NASA will post online nine names that are finalists for the agency's Mars Science Laboratory mission and invite the public to vote for its favourite. The non-binding poll to help NASA select a name opens online Monday, March 23, and will accept votes through March 29. More than 9,000 students in kindergarten through 12th grades submitted essays proposing names for the rover in a nationwide contest that ended Jan. 25. Entries came from all 50 states, Puerto Rico and the families of American service personnel overseas. NASA will select the winning name, based on a student's essay and the public poll, and announce the name in April.
In a "clean room" in Building 150 of NASA's Jet Propulsion Laboratory is something that looks very much like a flying saucer. It's a capsule containing a huge, brawny Mars rover, a Hummer compared with the Mini Coopers that have previously rolled across the Red Planet. This is the Mars Science Laboratory, the space agency's next big mission to the most Earth-like planet in the solar system. But it's been a magnet for controversy, and a reminder that the robotic exploration of other worlds is never a snap, especially when engineers decide to get ambitious.
Mars Science Laboratory will use a radioisotope power system to generate electricity needed to operate the rover and its instruments. Radioisotope electrical power and heating systems enable science missions that require greater longevity, more diverse landing locations or more power or heat than missions limited to solar power systems. Radioisotope power systems are generators that produce electricity from the natural decay of plutonium-238, which is a non-weapons-grade form of that radioisotope used in power systems for NASA spacecraft. Heat given off by the natural decay of this isotope is converted into electricity, providing constant power during all seasons and through the day and night.
Is Earth unique in the solar system? The only place where life could have taken hold? Or could such an environment have existed at one point on Mars? Where water and key chemical building blocks could have come together in a way that could support the smallest, most basic forms of life. The Mars Science Laboratory Rover, NASA's new robotic vehicle for exploring Mars is heading for the Red Planet to find the answer: Did Mars once have an environment capable of supporting life?
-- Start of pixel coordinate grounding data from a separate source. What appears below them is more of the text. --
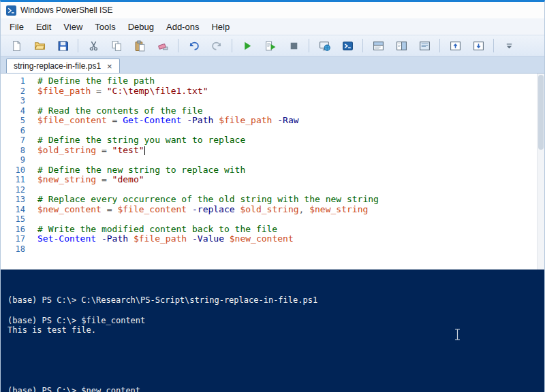  What do you see at coordinates (44, 27) in the screenshot?
I see `menu-edit: Edit` at bounding box center [44, 27].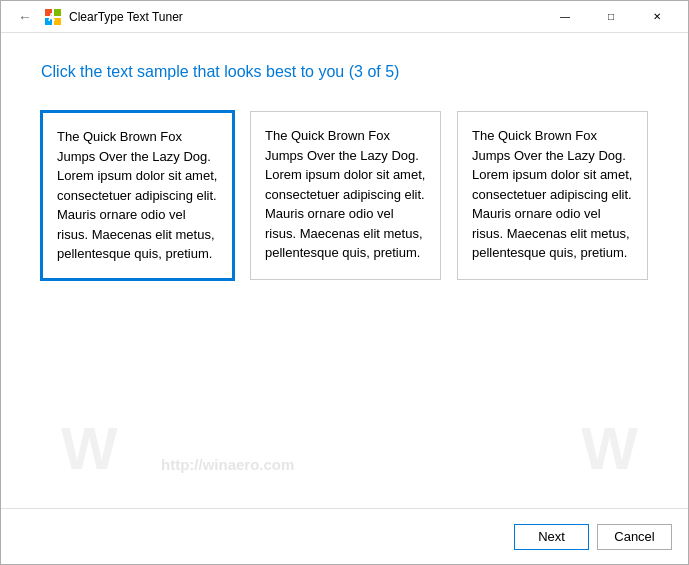 Image resolution: width=689 pixels, height=565 pixels. What do you see at coordinates (611, 17) in the screenshot?
I see `title-bar-controls: ― □ ✕` at bounding box center [611, 17].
NASA's next rover will further unravel that mystery.
A NASA insider says the space agency is delaying launch of a giant Mars robotic mission. The Mars Science Laboratory was scheduled to fly next year. But the project has been dogged by cost increases and technical challenges. The launch has been postponed until 2011. The delay was announced Thursday to mission scientists and engineers at NASA's Jet Propulsion Laboratory in California. That's according to a person who attended the meeting who spoke to The Associated Press on the condition of anonymity because the information has not been made public.
NASA will hold a briefing at noon EST, Thursday, Dec. 4, about the agency's Mars Science Laboratory, or MSL. The briefing will take place in the James E. Webb Memorial Auditorium at NASA Headquarters, 300 E Street, S.W., Washington.
NASA is looking for the right stuff, or in this case, the right name for the next Mars rover. NASA, in cooperation with Walt Disney Studios Motion Pictures' movie WALL-E from Pixar Animation Studios, will conduct a naming contest for its car-sized Mars Science Laboratory rover that is scheduled for launch in 2009. The contest begins Tuesday, Nov. 18, and is open to students 5 to 18 years old who attend a U.S. school and are enrolled in the current academic year. To enter the contest, students will submit essays explaining why their suggested name for the rover should be chosen. Essays must be received by Jan. 25, 2009. In March 2009, the public will have an opportunity to rank nine finalist names via the Internet as additional input for judges to consider during the selection process. NASA will announce the winning rover name in April 2009.
Methane site ruled out on Mars Safety considerations have caused engineers planning the next NASA Mars rover to discard the Nili Fossae Trough, a potential landing site, where a scientist has claimed to have detected methane, a gas that on Earth is mostly biological in origin.